2. Examination of unstained preparation:
Presence of microorganism can also be detected indirectly from unstained preparations. These are
as follows-
i) Hanging drop preparation
ii) Saline mount
iii) Iodine mount
iv) Potassium hydroxide (KOH) mount
v) Dark field microscopy
One clean coverslip is taken and white paraffin / plasticine is applied on all four sides.
One sterile loop is taken and a loopful of normal saline is placed on the centre of the coverslip.
Now, the loop is again made sterile and few bacterial colonies are taken from supplied culture
plate.
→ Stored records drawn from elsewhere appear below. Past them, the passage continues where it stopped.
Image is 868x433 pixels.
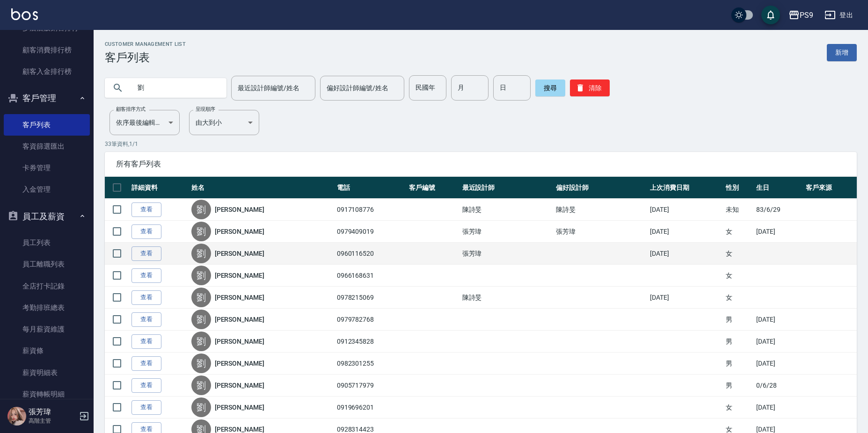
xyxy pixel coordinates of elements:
a: 顧客入金排行榜 [4,61,90,83]
th: 客戶來源 [803,177,857,199]
a: [PERSON_NAME] [215,227,264,237]
a: 查看 [132,356,161,371]
td: 0960116520 [335,243,406,264]
a: 考勤排班總表 [4,297,90,318]
th: 姓名 [189,177,335,199]
a: 入金管理 [4,178,90,201]
img: Person [7,407,26,426]
img: Logo [11,8,38,20]
a: 查看 [132,268,161,283]
a: 查看 [132,202,161,217]
div: 劉 [192,222,211,241]
a: 員工列表 [4,232,90,254]
td: 0917108776 [335,199,406,221]
td: [DATE] [648,243,723,264]
td: 0979782768 [335,309,406,331]
td: [DATE] [753,353,803,375]
td: [DATE] [648,199,723,221]
td: [DATE] [753,331,803,353]
td: [DATE] [648,221,723,243]
a: 卡券管理 [4,157,90,178]
a: [PERSON_NAME] [215,293,264,302]
button: PS9 [784,6,817,25]
th: 最近設計師 [460,177,554,199]
td: [DATE] [753,396,803,418]
th: 客戶編號 [406,177,460,199]
div: 由大到小 [189,110,260,135]
div: 劉 [192,332,211,351]
div: 劉 [192,287,211,307]
td: 女 [723,221,753,243]
div: 劉 [192,309,211,329]
a: [PERSON_NAME] [215,205,264,214]
a: [PERSON_NAME] [215,249,264,258]
td: 0979409019 [335,221,406,243]
td: 0919696201 [335,396,406,418]
td: 張芳瑋 [554,221,648,243]
div: 劉 [192,266,211,286]
a: [PERSON_NAME] [215,403,264,412]
p: 33 筆資料, 1 / 1 [105,140,857,148]
td: 0905717979 [335,375,406,396]
td: [DATE] [648,286,723,309]
td: [DATE] [753,309,803,331]
button: save [762,6,780,25]
a: 新增 [827,44,857,61]
button: 客戶管理 [4,86,90,111]
td: 陳詩旻 [554,199,648,221]
a: 每月薪資維護 [4,318,90,340]
th: 詳細資料 [129,177,189,199]
h3: 客戶列表 [105,51,186,64]
td: 男 [723,353,753,375]
td: 陳詩旻 [460,286,554,309]
a: 查看 [132,224,161,239]
a: [PERSON_NAME] [215,381,264,390]
td: 陳詩旻 [460,199,554,221]
td: 女 [723,243,753,264]
td: 0912345828 [335,331,406,353]
td: 張芳瑋 [460,221,554,243]
a: 查看 [132,400,161,415]
button: 員工及薪資 [4,205,90,228]
td: 男 [723,309,753,331]
div: 劉 [192,376,211,395]
a: 客戶列表 [4,114,90,136]
input: 搜尋關鍵字 [131,75,219,101]
a: [PERSON_NAME] [215,359,264,368]
div: 劉 [192,354,211,373]
a: 查看 [132,246,161,261]
h2: Customer Management List [105,41,186,47]
span: 所有客戶列表 [116,160,845,169]
p: 高階主管 [29,417,76,425]
a: 薪資條 [4,340,90,362]
label: 顧客排序方式 [116,106,146,113]
td: 0966168631 [335,264,406,286]
td: [DATE] [753,221,803,243]
td: 男 [723,331,753,353]
td: 0978215069 [335,286,406,309]
td: 0/6/28 [753,375,803,396]
a: 薪資明細表 [4,362,90,383]
th: 生日 [753,177,803,199]
td: 男 [723,375,753,396]
a: 客資篩選匯出 [4,136,90,157]
div: 依序最後編輯時間 [110,110,179,135]
a: 查看 [132,291,161,305]
div: 劉 [192,244,211,264]
td: 女 [723,286,753,309]
td: 未知 [723,199,753,221]
a: [PERSON_NAME] [215,315,264,324]
td: 女 [723,264,753,286]
td: 張芳瑋 [460,243,554,264]
a: 全店打卡記錄 [4,276,90,297]
td: 83/6/29 [753,199,803,221]
a: 薪資轉帳明細 [4,383,90,405]
label: 呈現順序 [196,106,215,113]
a: 查看 [132,313,161,327]
a: 員工離職列表 [4,254,90,275]
a: 查看 [132,378,161,393]
button: 登出 [821,7,857,24]
td: 0982301255 [335,353,406,375]
button: 清除 [570,79,609,97]
a: 查看 [132,335,161,349]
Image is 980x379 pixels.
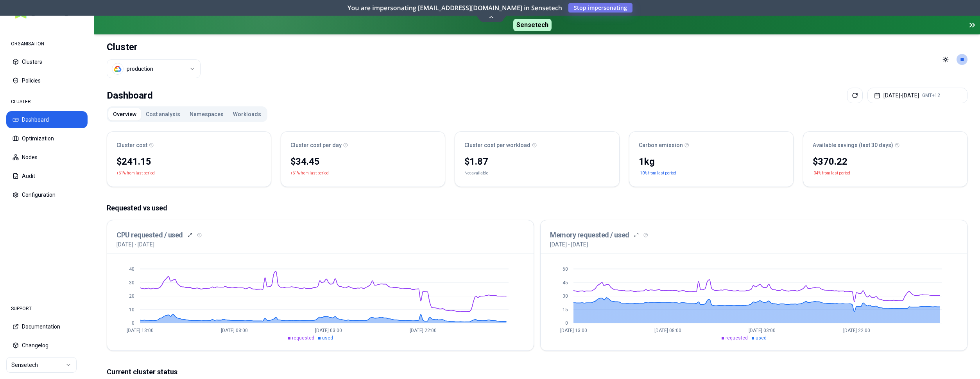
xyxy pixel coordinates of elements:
img: gcp [114,65,122,73]
tspan: [DATE] 13:00 [126,328,153,334]
span: requested [292,335,314,341]
button: Nodes [6,149,87,166]
div: Not available [464,169,489,177]
p: +61% from last period [291,169,329,177]
tspan: [DATE] 13:00 [560,328,588,334]
span: used [756,335,767,341]
p: -10% from last period [638,169,677,177]
div: Carbon emission [638,141,784,149]
tspan: 0 [132,321,134,326]
div: $370.22 [813,155,958,168]
tspan: 15 [563,307,569,313]
button: Workloads [228,108,266,121]
button: Select a value [107,59,201,78]
button: Optimization [6,130,87,147]
div: Available savings (last 30 days) [813,141,958,149]
div: Cluster cost per day [291,141,436,149]
p: -34% from last period [813,169,850,177]
p: [DATE] - [DATE] [550,241,588,248]
div: $1.87 [464,155,609,168]
tspan: 45 [563,280,569,285]
button: Changelog [6,337,87,354]
span: used [322,335,333,341]
tspan: [DATE] 03:00 [315,328,342,334]
span: Sensetech [513,19,551,31]
div: CLUSTER [6,94,87,110]
div: 1 kg [638,155,784,168]
span: GMT+12 [923,93,940,98]
tspan: 60 [563,266,569,272]
p: +61% from last period [116,169,154,177]
div: production [126,65,153,73]
tspan: 30 [129,280,134,285]
tspan: [DATE] 08:00 [655,328,681,334]
button: Audit [6,167,87,185]
tspan: 30 [563,294,569,299]
tspan: [DATE] 03:00 [748,328,776,334]
button: Cost analysis [141,108,185,121]
p: [DATE] - [DATE] [116,241,154,248]
h1: Cluster [107,41,201,54]
p: Current cluster status [107,366,968,377]
tspan: [DATE] 22:00 [844,328,870,334]
button: [DATE]-[DATE]GMT+12 [867,87,968,104]
h3: CPU requested / used [116,230,183,241]
div: $34.45 [291,155,436,168]
tspan: [DATE] 08:00 [221,328,248,334]
tspan: 40 [129,266,134,272]
div: $241.15 [116,155,262,168]
span: requested [726,335,748,341]
button: Dashboard [6,111,87,128]
tspan: [DATE] 22:00 [410,328,437,334]
div: ORGANISATION [6,36,87,52]
tspan: 10 [129,307,134,313]
div: Dashboard [107,87,153,104]
p: Requested vs used [107,203,968,214]
button: Policies [6,72,87,89]
div: SUPPORT [6,301,87,316]
h3: Memory requested / used [550,230,629,241]
button: Namespaces [185,108,228,121]
div: Cluster cost [116,141,262,149]
div: Cluster cost per workload [464,141,609,149]
button: Overview [108,108,141,121]
tspan: 0 [566,321,569,326]
tspan: 20 [129,294,134,299]
button: Configuration [6,186,87,204]
button: Clusters [6,54,87,70]
button: Documentation [6,318,87,335]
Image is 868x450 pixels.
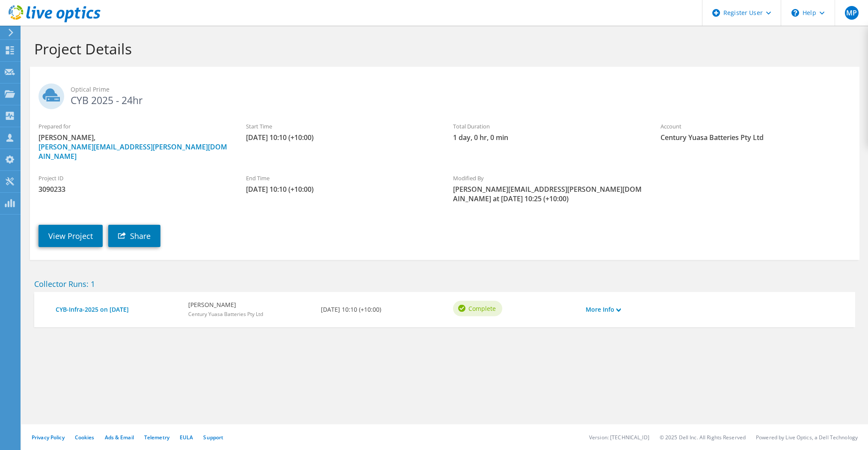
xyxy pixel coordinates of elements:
label: Start Time [246,122,436,130]
h2: CYB 2025 - 24hr [39,84,851,105]
a: EULA [180,434,193,441]
li: Powered by Live Optics, a Dell Technology [756,434,858,441]
label: Prepared for [39,122,229,130]
span: Optical Prime [70,85,851,95]
a: Ads & Email [105,434,134,441]
span: [PERSON_NAME][EMAIL_ADDRESS][PERSON_NAME][DOMAIN_NAME] at [DATE] 10:25 (+10:00) [453,184,643,204]
a: Telemetry [144,434,170,441]
h1: Project Details [34,40,851,58]
a: Privacy Policy [32,434,65,441]
a: More Info [585,305,620,314]
span: [DATE] 10:10 (+10:00) [246,184,436,194]
span: 1 day, 0 hr, 0 min [453,133,643,142]
label: Account [660,122,851,130]
span: Century Yuasa Batteries Pty Ltd [188,311,263,317]
span: Century Yuasa Batteries Pty Ltd [660,133,851,142]
span: Complete [468,304,496,313]
label: Modified By [453,174,643,182]
a: View Project [39,225,103,247]
span: [DATE] 10:10 (+10:00) [246,133,436,142]
span: MP [845,6,858,20]
span: 3090233 [39,184,229,194]
a: [PERSON_NAME][EMAIL_ADDRESS][PERSON_NAME][DOMAIN_NAME] [39,142,227,161]
a: Support [203,434,223,441]
span: [PERSON_NAME], [39,133,229,161]
label: Total Duration [453,122,643,130]
h2: Collector Runs: 1 [34,280,855,288]
a: Cookies [75,434,94,441]
label: End Time [246,174,436,182]
label: Project ID [39,174,229,182]
a: CYB-Infra-2025 on [DATE] [56,305,180,314]
li: Version: [TECHNICAL_ID] [589,434,649,441]
b: [PERSON_NAME] [188,300,263,310]
li: © 2025 Dell Inc. All Rights Reserved [660,434,745,441]
a: Share [108,225,161,247]
b: [DATE] 10:10 (+10:00) [321,305,381,314]
svg: \n [791,9,799,17]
The colonies are then transferred to the saline drop on the coverslip carefully so that the drop
does not spread.
A clean slide is put on the preparation and now the preparation is turned over. The drop is now
seen to be hanging from the undersurface of the coverslip. The preparation is now ready for
examination.
Examination:
The margin (air –water interface) of the drop is first focused under low power objective and it
appears as a refractive curved line. Now, the high power objective is used to observe the motility
of the organisms.
Result:
Hanging drop preparation is made from the supplied culture plate and the organism are found to
be motile.
True motility should always be differentiated from passive drifting and brownian movement.
II) Saline mount/ Wet mount:
Purpose: To determine biologic activity of microorganisms, including motility or reactions to
certain chemicals, or serologic reactivity in specific antisera. The latter includes the Quellung
(capsular swelling) reaction used to identify different capsular types of Streptococcus pneumoniae
and Haemophilus influenzae.
Techniques: A small quantity of the specimen to be examined is dispersed into a drop of saline
on a microscope slide. A coverslip is overlaid and examined under microscope.
III) Iodine mount:
Purpose: Iodine mounts are usually used in parallel with saline mounts when examining faeces or
other materials for intestinal protozoa or helminth ova. The iodine stains the nuclei and
intracytoplasmic organelles so that they are more easily seen.
Techniques: A small amount of fecal matter or other material is mixed in a drop of the iodine
solution on a microscope slide. This is mixed to form an even suspension and a coverslip is placed
over the drop. The mount is then examined directly under microscope.
IV) Potassium hydroxide (KOH) mount:
Purpose: It is used to aid in detecting fungal elements in thick mucoid material or in specimens
containing keratinous material, such as skin scales, nails or hair. The KOH dissolves the
background keratin, unmasking the fungal elements to make them more apparent.
Techniques: Fragments of skin scales, nails or hair are suspended in a drop of 10% KOH solution.
A coverslip is overlaid and kept for half an hour at room temperature. The mount may be gently
heated to accelerate the process. Then it is examined under microscope (40x) for fungal hyphae or
spores.
V) Dark field microscopy:
Purpose: To visualize certain delicate microorganisms. This method is particularly useful in
demonstrating spirochetes Treponema pallidum.